Snow-Raised Bread.

Somebody thinks he has discovered that snow, when incorporated with dough, performs the same office as baking powder or yeast. "I have this morning for breakfast," says a writer in the English Mechanic, "partaken of a snow-raised bread cake, made last evening as follows: The cake when baked weighed about three quarters of a pound. A large tablespoonful of fine, dry, clean snow was intimately stirred with a spoon into the dry flour, and to this was added a tablespoonful of caraways and a little butter and salt. Then sufficient cold water was added to make the dough of the proper usual consistence (simply stirred with the spoon, not kneaded by the warm hands), and it was immediately put into a quick oven and baked three quarters of an hour.

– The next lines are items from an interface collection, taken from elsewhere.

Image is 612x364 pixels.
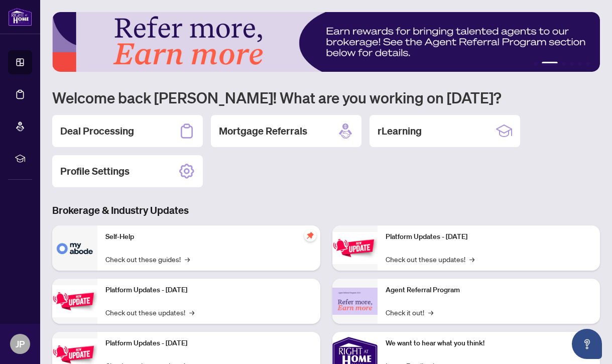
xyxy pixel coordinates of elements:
h1: Welcome back [PERSON_NAME]! What are you working on [DATE]? [53,88,600,107]
img: Agent Referral Program [333,288,378,315]
a: Check out these updates!→ [386,253,475,265]
img: logo [8,7,32,26]
p: Platform Updates - [DATE] [106,338,312,349]
button: 3 [562,62,566,66]
h2: Deal Processing [60,124,134,138]
img: Self-Help [53,225,98,271]
button: Open asap [572,329,602,359]
h2: Mortgage Referrals [219,124,307,138]
span: JP [16,337,25,351]
a: Check out these guides!→ [106,253,190,265]
button: 2 [542,62,558,66]
p: We want to hear what you think! [386,338,593,349]
button: 1 [534,62,538,66]
p: Platform Updates - [DATE] [386,231,593,243]
span: → [189,307,194,318]
span: → [429,307,434,318]
a: Check out these updates!→ [106,307,194,318]
a: Check it out!→ [386,307,434,318]
h2: Profile Settings [60,164,130,178]
button: 4 [570,62,574,66]
p: Platform Updates - [DATE] [106,284,312,296]
button: 6 [586,62,590,66]
img: Platform Updates - June 23, 2025 [333,232,378,264]
h3: Brokerage & Industry Updates [53,203,600,217]
img: Slide 1 [53,12,600,72]
span: → [470,253,475,265]
button: 5 [578,62,582,66]
p: Self-Help [106,231,312,243]
img: Platform Updates - September 16, 2025 [53,285,98,317]
span: → [185,253,190,265]
p: Agent Referral Program [386,284,593,296]
h2: rLearning [378,124,422,138]
span: pushpin [304,230,316,242]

It turned out both light and palatable. The reason," adds the writer, "appears to be this: the light mass of interlaced snow crystals hold imprisoned a large quantity of condensed atmospheric air, which, when the snow is warmed by thawing very rapidly in the dough, expands enormously and acts the part of the carbonic acid gas in either baking powder or yeast. I take the precise action to be, then, not due in any way to the snow itself, but simply to the expansion of the fixed air lodged between the interstices of the snow crystals by application of heat. This theory, if carefully followed out, may perchance give a clew to a simple and perfectly innocuous method of raising bread and pastry." And stop the discussion as to whether alum in baking powders is deleterious to health or otherwise.


NEW AGRICULTURAL INVENTIONS.

An improved gate, invented by Messrs. P. W. McKinley and George L. Ellis, of Ripley, O., is designed for general use. It is operated by cords and pulleys, and can be opened without dismounting from the horse. It is constructed so that it cannot sag, and is not liable to get out of order.

An improved apparatus for pressing tobacco has been patented by Mr. F. B. Deane, of Lynchburg, Va. It consists mainly in the construction of a suspended jack, arranged to travel over a row of hogsheads, so that a single jack gives successively to each hogshead the desired pressure.

An improved combined harrow and corn planter has been patented by Mr. M. McNitt, of Hanover, Kan. In this machine the opening, pulverizing, planting, and covering teeth are combined with a single frame.

A machine, which is adapted to the thrashing and cleaning of peas and seeds, and for cleaning all kinds of grain, has been patented by Mr. J. J. Sweatt, of Conyersville, Tenn.

Mr. Amos M. Gooch, of Farmington, W. Va., has patented an improved corn planter, which drops the fertilizer simultaneously with the seed, and is provided with a device for pressing the soil around the seed, leaving over the seed a portion of loose earth.

An improved machine for harvesting cotton has been patented by R. H. Pirtle, of Lowe's, Ky. This machine carries two vertical cylinders armed with teeth or spurs, and two inclined endless belts provided with teeth. The teeth of the cylinders and the belts remove the cotton from the plants, and deliver it to a receptacle carried by the machine.